McCabe. A family name out of Duluth Minnesota. Crew and captains on the freighters of the Great Lakes. Only one captain in our family went down with his ship in a storm. Charles, in the early 1900s. Aunt Marg who remembers him when she was a little girl told me, “He shouldn’t have been out there, last trip before winter. November. Really cold, big winds. They’ve never found the ship or the crew, iced over too fast.” I have a very old photo of Charles, a great bunch of a man, shaggy beard, sea captain’s hat, a walking cane, a dog sits nearby. That’s about it, a seafaring man, he and his ship, at the bottom of Lake Superior. That’s all I know of my ancestor. The Edmund Fitzgerald, a great ore carrier, went down several decades ago, a popular folk song tells of that storm, the sinking. But all those hundred of ships, they remain hidden in the cold dark deep.


Plentiful cotton and tobacco now cover the land along the banks of the Green Mill Run and the Tar River. Sharks teeth, whale bones, femurs of tigers have been found along Green Mill Run, a 100 miles inland from Cape Hatteras.
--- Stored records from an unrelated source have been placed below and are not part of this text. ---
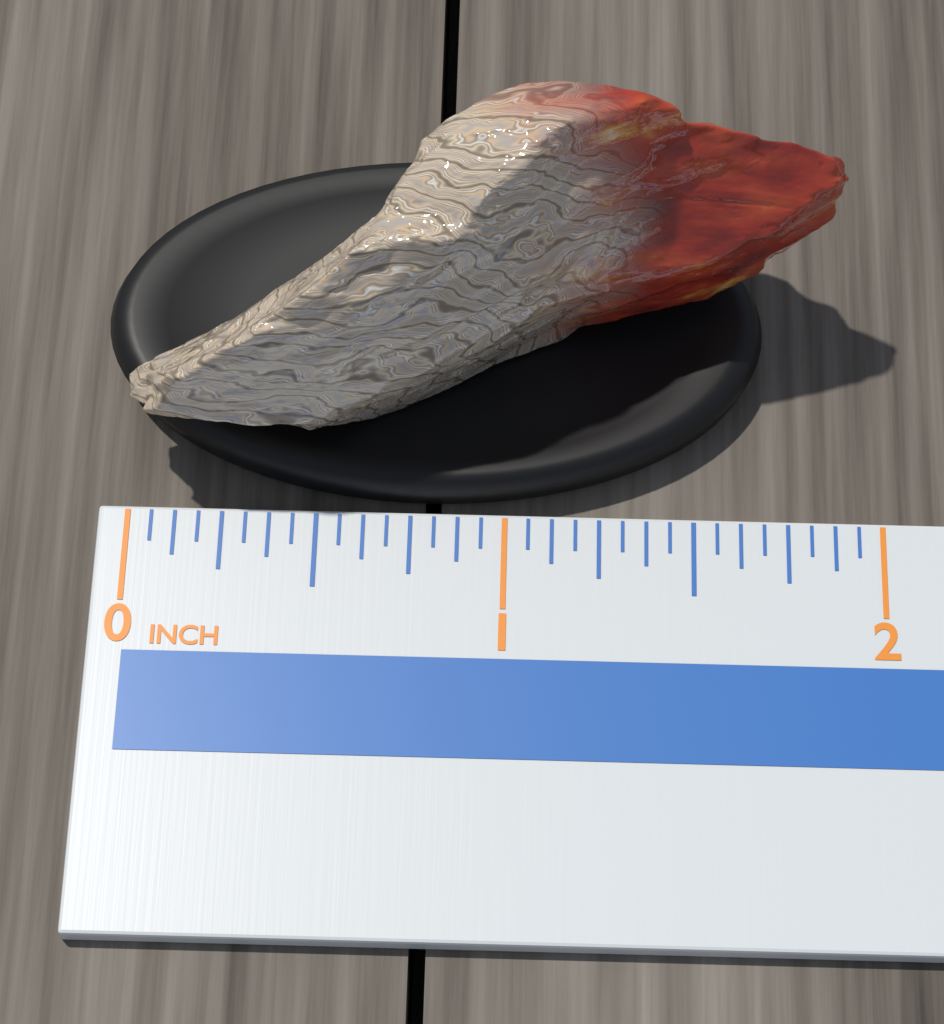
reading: 1.8750 in
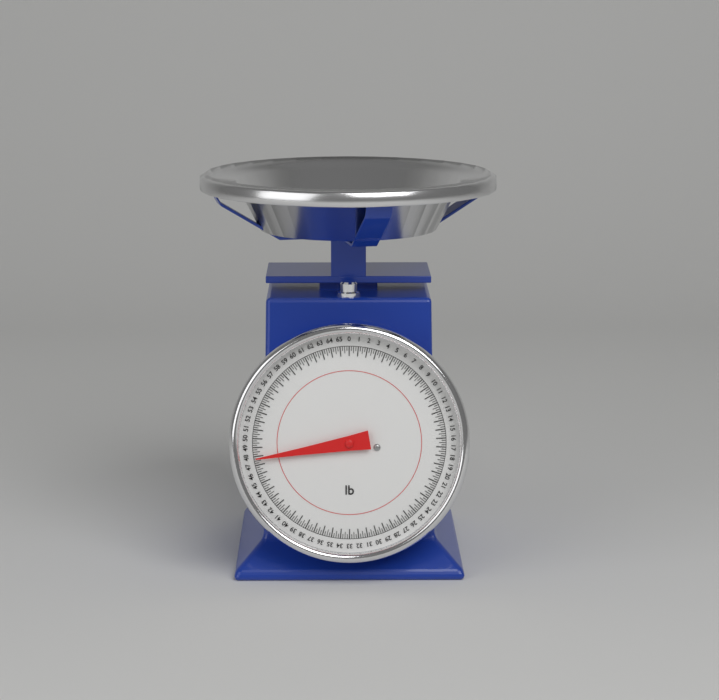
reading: 47.75 lb
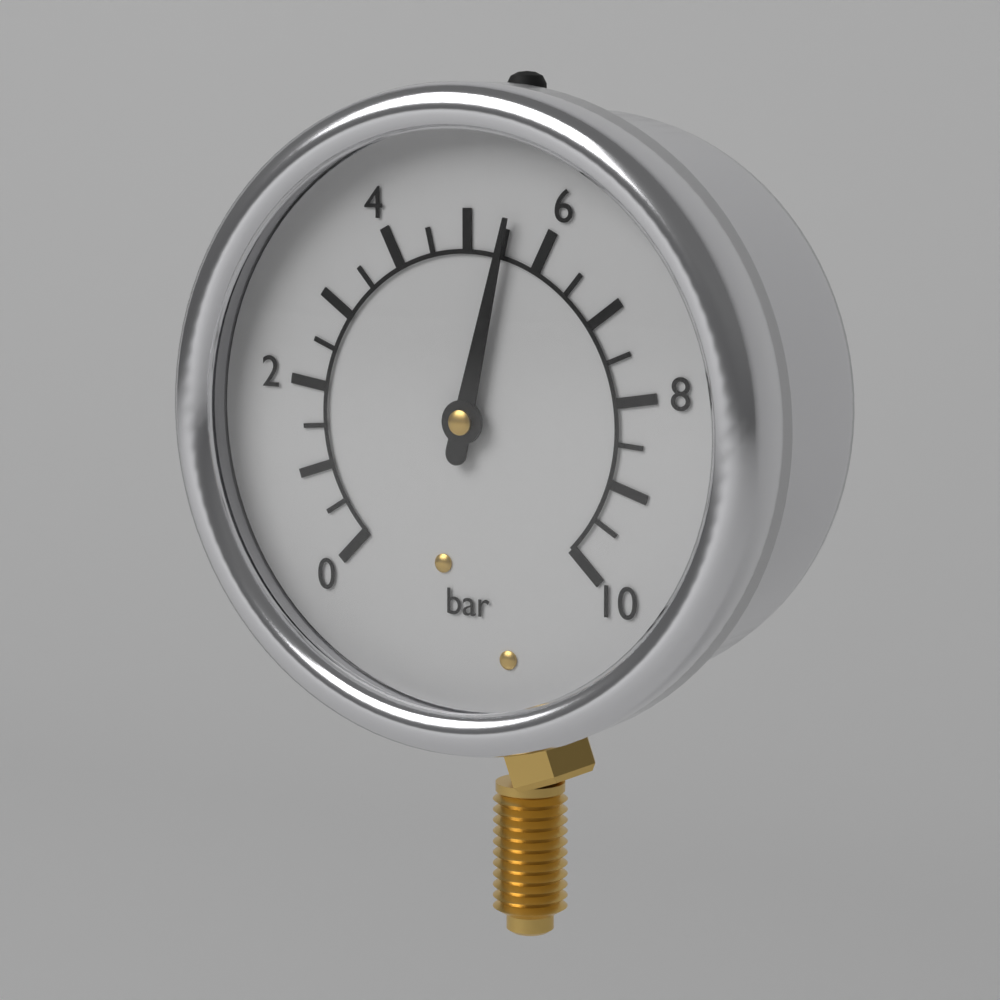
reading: 5.5 bar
But a million years ago, for as far as you could see, water covered the earth.


As I write these words, a big storm is coming out of the west, already dumped three feet of snow on the Rockies. A big temperature drop is coming, thirty degrees in three hours, I just put on a sweatshirt. I can barely see my little sailboat, a hundred yards away, straining on her lines as whitecaps come tumbling down the creek.
The last storm, right after Thanksgiving Day, swept my kayak off the dock. I found her wedged under a dock, a half mile away. The highest tides bring the lowest ones too. Tomorrow I’ll walk along the ocean’s edge gleaning for what has been brought forth from the deep. Come summer, I’ll keep sailing, lakes, estuaries, and ocean. And I’ll feel this pull downward. As if that which has been covered over has a voice, a story or a poem about life at the bottom, rocked by currents, exposed by storm. Nothing is lost. And there is no forever.